The Perfect Enemy | COVID pandemic disrupted progress in routine child, teen vaccination rates, data suggest
August 12, 2025

COVID pandemic disrupted progress in routine child, teen vaccination rates, data suggest

Increases in HPV vaccination rates were lower than expected.

COVID pandemic disrupted progress in routine child, teen vaccination rates, data suggest
COVID pandemic disrupted progress in routine child, teen vaccination rates, data suggest

study published today in Pediatrics shows that since the COVID-19 pandemic began, routine childhood and adolescent vaccination has fallen off in Michigan, and increases in human papillomavirus (HPV) vaccination rates were lower than expected, especially in lower-income, high-uninsurance counties.

University of Michigan researchers parsed quarterly county data from the state’s immunization registry from 2017 to 2023 to calculate average uptake of routine childhood and adolescent vaccines, including the HPV vaccine. Due to the pandemic, the registry didn’t collect vaccination data from the third quarter of 2020 through the second quarter of 2021.

Recommended childhood vaccines include those against diphtheria, tetanus, and acellular pertussis (DTaP); polio; measles, mumps, and rubella (MMR); Haemophilus influenzae B (Hib); hepatitis; varicella (chickenpox); and pneumococcal disease. Immunizations for participants ages 13 to 17 years include the polio, MMR, hepatitis B, varicella, meningitis A, HPV, and the tetanus, diphtheria, and acellular pertussis (Tdap) vaccines.

“The receipt of many childhood immunizations in the United States declined during the COVID-19 pandemic and never fully recovered,” the researchers wrote. “This decline potentially contributed to the outbreaks of pertussis and measles in the United States during 2024 and 2025.” 

Gaps by income, insurance status

Over the study period, average coverage of childhood and adolescent vaccines fell from 75.7% to 66.8% and from 80.7% to 74.7%, respectively, and the average completion rate of the HPV vaccine series rose from 35.1% to 42.3% among boys and from 43.4% to 45.2% in girls. Consistent with national patterns, the increases were less than those predicted by pre-COVID trends. 

In counties with lower income and higher uninsurance, declines in the average completion rate of childhood and adolescent vaccines were greater than those in their wealthier, lower-uninsurance counterparts, while higher average HPV vaccine completion rates in boys were smaller. 

“These changes often resulted in the creation of new gaps in completion rates by county income or uninsurance rate or the widening of preexisting gaps,” the study authors wrote.

Cost, they added, was an unlikely deterrent, because the Vaccines for Children program provides vaccines free to low-income and uninsured children. “More plausible potential explanations include greater pandemic-related barriers to accessing immunization providers or vaccine-related education among counties with lower income and higher uninsurance,” they wrote. “Future research should explore these possibilities.”

Broad-based and targeted interventions needed

Variation was noted in changes in vaccination completion rates by urban or rural area, but differences were inconsistent.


**What you should do**
Where a line of the data holds the word "Wavelet", copy that line.

--- Data excerpts Enclosed Below ---

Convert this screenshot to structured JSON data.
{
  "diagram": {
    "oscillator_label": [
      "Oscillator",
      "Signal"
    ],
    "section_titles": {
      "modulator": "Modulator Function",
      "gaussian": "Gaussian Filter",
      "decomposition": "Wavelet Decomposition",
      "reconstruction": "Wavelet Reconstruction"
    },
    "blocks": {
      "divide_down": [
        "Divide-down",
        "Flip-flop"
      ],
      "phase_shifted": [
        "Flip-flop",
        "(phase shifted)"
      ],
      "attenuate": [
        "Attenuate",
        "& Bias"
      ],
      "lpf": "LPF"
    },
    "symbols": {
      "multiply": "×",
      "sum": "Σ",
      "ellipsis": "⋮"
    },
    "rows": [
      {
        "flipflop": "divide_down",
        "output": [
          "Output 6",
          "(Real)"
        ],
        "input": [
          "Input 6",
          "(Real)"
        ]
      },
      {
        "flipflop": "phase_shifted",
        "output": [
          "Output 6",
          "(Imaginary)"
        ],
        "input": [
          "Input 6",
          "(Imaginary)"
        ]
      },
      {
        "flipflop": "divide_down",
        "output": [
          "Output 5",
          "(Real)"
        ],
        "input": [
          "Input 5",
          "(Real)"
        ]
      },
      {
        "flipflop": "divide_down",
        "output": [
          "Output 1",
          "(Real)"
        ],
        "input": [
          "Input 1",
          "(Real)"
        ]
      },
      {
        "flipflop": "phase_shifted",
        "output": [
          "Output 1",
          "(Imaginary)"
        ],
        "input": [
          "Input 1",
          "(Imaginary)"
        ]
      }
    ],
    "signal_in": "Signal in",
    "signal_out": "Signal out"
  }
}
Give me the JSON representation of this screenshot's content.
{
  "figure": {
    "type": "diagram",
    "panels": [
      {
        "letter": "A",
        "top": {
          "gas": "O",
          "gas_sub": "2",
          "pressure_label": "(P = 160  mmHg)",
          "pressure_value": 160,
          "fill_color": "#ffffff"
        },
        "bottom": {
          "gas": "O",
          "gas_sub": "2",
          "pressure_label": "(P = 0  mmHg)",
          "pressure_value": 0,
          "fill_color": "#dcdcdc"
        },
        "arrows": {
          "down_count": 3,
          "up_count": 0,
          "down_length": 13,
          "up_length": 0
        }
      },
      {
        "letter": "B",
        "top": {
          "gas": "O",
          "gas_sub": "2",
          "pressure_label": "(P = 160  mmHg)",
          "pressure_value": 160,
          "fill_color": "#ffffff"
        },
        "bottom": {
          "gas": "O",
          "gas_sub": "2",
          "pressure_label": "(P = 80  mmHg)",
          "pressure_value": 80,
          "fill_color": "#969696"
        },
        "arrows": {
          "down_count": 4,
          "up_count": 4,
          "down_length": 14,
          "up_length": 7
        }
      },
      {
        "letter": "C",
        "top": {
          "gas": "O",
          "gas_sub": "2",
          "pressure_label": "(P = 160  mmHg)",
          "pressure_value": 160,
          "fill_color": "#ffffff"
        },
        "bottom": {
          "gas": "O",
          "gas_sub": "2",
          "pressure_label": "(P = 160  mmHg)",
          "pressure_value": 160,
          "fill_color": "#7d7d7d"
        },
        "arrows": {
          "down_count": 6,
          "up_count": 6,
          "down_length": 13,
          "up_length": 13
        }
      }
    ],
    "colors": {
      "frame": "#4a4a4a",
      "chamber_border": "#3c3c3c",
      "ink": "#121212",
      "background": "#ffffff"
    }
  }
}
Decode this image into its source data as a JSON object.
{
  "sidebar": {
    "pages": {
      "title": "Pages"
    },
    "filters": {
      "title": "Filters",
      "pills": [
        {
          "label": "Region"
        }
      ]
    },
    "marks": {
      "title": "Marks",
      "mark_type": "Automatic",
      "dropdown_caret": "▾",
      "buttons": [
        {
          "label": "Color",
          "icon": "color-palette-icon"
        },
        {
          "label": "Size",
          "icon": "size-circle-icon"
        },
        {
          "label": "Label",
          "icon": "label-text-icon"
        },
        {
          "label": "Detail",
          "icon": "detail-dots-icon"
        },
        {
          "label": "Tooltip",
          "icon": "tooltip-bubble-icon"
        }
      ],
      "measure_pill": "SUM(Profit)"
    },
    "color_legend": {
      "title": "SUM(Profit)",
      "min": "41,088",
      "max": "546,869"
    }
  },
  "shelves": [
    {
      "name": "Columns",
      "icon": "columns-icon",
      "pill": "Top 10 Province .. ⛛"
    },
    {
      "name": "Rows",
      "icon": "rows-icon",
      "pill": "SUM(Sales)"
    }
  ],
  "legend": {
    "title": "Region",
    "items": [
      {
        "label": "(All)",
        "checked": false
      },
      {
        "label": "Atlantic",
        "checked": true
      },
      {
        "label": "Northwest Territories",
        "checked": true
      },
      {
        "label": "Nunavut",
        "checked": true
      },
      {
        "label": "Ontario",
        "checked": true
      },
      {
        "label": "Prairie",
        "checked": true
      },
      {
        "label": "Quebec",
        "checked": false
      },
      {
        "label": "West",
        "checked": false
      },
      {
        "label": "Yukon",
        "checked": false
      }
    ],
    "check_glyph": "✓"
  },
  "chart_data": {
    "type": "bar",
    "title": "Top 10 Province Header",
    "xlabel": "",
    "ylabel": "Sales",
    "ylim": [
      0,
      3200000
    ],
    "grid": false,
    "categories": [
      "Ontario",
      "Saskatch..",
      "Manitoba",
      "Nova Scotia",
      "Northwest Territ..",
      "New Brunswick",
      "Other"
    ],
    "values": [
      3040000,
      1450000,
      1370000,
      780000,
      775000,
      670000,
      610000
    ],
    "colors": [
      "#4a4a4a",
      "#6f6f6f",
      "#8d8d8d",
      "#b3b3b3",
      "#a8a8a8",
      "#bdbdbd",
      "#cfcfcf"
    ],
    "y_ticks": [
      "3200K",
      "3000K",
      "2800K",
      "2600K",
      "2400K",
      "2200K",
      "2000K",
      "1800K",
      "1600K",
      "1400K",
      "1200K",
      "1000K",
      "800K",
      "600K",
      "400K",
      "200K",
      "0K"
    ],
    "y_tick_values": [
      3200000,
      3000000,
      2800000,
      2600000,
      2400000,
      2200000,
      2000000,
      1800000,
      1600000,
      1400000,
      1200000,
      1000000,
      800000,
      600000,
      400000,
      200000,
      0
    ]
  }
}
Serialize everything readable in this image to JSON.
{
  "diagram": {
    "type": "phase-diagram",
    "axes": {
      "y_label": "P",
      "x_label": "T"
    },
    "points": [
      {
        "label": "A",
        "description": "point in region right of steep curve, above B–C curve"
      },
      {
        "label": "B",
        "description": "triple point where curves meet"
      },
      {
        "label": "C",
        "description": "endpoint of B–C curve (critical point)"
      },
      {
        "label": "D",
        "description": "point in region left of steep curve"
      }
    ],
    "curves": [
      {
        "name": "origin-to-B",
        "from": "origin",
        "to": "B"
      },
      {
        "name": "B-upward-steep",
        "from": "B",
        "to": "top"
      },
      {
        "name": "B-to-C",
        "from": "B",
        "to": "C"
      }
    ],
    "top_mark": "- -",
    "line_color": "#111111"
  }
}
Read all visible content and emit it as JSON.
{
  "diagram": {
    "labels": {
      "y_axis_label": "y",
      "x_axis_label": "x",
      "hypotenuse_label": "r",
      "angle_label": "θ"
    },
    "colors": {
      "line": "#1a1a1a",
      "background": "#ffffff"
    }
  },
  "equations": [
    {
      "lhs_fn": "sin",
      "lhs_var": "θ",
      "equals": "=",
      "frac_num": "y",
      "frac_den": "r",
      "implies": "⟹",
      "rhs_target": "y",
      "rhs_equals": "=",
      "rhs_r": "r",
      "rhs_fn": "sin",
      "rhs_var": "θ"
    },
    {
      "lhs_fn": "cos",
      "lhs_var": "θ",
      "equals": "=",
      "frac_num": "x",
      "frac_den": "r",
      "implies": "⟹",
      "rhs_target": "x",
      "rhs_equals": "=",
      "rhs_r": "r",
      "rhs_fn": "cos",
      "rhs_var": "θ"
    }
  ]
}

--- End of Enclosed Data excerpts ---
--- Data excerpts Enclosed Below ---

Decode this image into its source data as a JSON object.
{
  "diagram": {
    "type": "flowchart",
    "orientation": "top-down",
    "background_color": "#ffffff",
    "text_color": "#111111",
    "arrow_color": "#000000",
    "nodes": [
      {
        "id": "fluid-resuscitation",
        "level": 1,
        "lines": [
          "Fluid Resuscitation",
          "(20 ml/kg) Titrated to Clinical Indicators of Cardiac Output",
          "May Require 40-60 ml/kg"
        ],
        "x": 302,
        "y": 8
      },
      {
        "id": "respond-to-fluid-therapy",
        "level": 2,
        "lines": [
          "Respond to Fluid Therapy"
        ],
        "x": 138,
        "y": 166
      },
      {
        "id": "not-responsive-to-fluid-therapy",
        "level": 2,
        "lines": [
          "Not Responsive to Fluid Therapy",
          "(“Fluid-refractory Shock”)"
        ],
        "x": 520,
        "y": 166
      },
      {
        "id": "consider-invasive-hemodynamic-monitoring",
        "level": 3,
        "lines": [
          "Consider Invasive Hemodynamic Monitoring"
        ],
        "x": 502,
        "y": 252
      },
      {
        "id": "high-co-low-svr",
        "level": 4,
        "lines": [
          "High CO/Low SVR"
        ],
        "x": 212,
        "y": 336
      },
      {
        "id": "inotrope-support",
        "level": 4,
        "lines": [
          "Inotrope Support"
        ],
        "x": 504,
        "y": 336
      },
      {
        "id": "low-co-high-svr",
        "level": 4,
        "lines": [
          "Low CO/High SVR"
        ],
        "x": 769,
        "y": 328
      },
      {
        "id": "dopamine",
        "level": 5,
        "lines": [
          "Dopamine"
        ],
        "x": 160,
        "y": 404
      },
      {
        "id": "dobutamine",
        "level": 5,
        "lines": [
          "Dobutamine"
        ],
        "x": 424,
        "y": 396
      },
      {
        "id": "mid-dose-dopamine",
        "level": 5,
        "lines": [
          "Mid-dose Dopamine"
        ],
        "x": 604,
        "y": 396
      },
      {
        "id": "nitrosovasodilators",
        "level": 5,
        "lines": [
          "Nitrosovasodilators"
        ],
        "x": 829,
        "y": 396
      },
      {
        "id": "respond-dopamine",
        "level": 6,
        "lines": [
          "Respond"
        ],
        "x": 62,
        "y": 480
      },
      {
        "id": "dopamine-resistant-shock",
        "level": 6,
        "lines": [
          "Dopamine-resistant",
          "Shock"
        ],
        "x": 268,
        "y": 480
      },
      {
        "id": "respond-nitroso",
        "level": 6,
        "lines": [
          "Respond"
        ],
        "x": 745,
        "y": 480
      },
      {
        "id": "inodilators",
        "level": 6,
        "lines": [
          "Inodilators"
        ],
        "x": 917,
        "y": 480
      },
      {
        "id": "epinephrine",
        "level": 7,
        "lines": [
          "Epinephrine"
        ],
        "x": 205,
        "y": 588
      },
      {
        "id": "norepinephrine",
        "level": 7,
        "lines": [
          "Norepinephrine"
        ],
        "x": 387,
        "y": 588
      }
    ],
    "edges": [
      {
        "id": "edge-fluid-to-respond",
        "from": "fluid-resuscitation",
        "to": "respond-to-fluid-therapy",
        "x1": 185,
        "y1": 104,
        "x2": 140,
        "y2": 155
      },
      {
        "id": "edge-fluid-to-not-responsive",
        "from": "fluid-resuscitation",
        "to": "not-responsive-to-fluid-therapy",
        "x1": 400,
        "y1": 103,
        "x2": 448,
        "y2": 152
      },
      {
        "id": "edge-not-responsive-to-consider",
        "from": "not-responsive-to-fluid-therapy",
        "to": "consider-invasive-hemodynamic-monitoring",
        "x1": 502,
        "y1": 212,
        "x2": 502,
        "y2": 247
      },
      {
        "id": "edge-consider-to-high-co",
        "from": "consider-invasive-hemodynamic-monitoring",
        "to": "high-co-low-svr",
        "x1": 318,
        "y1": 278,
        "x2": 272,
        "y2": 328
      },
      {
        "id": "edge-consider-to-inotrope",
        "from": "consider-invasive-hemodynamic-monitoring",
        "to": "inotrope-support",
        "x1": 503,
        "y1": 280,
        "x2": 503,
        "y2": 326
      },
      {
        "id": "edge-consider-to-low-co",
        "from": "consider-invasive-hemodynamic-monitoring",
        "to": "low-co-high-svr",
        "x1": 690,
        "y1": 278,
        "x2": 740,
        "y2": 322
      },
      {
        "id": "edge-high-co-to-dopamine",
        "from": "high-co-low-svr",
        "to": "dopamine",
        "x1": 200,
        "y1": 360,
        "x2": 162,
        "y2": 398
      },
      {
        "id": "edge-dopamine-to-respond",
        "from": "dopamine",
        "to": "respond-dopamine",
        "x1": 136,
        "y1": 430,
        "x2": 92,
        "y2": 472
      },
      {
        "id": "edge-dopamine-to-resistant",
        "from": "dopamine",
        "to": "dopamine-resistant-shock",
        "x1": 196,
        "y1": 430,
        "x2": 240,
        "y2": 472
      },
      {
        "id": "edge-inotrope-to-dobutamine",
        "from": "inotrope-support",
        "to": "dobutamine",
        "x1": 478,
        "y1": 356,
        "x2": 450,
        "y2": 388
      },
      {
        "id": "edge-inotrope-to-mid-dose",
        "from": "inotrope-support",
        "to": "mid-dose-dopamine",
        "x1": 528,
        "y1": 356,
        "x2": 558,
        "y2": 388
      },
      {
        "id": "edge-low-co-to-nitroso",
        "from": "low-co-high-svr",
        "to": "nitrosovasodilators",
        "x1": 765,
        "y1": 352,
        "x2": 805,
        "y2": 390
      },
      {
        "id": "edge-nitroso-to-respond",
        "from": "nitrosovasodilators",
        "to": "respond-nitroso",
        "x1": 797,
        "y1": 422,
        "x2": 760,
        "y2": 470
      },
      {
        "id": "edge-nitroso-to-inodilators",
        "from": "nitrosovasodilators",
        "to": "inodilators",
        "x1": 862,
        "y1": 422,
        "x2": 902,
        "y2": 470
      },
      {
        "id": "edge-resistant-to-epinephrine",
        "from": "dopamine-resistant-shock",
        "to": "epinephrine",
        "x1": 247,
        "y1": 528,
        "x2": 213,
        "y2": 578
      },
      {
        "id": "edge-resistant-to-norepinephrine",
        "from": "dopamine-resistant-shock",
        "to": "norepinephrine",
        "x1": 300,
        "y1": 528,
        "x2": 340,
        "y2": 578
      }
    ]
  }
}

--- End of Enclosed Data excerpts ---

**Answer below**
      "decomposition": "Wavelet Decomposition",
      "reconstruction": "Wavelet Reconstruction"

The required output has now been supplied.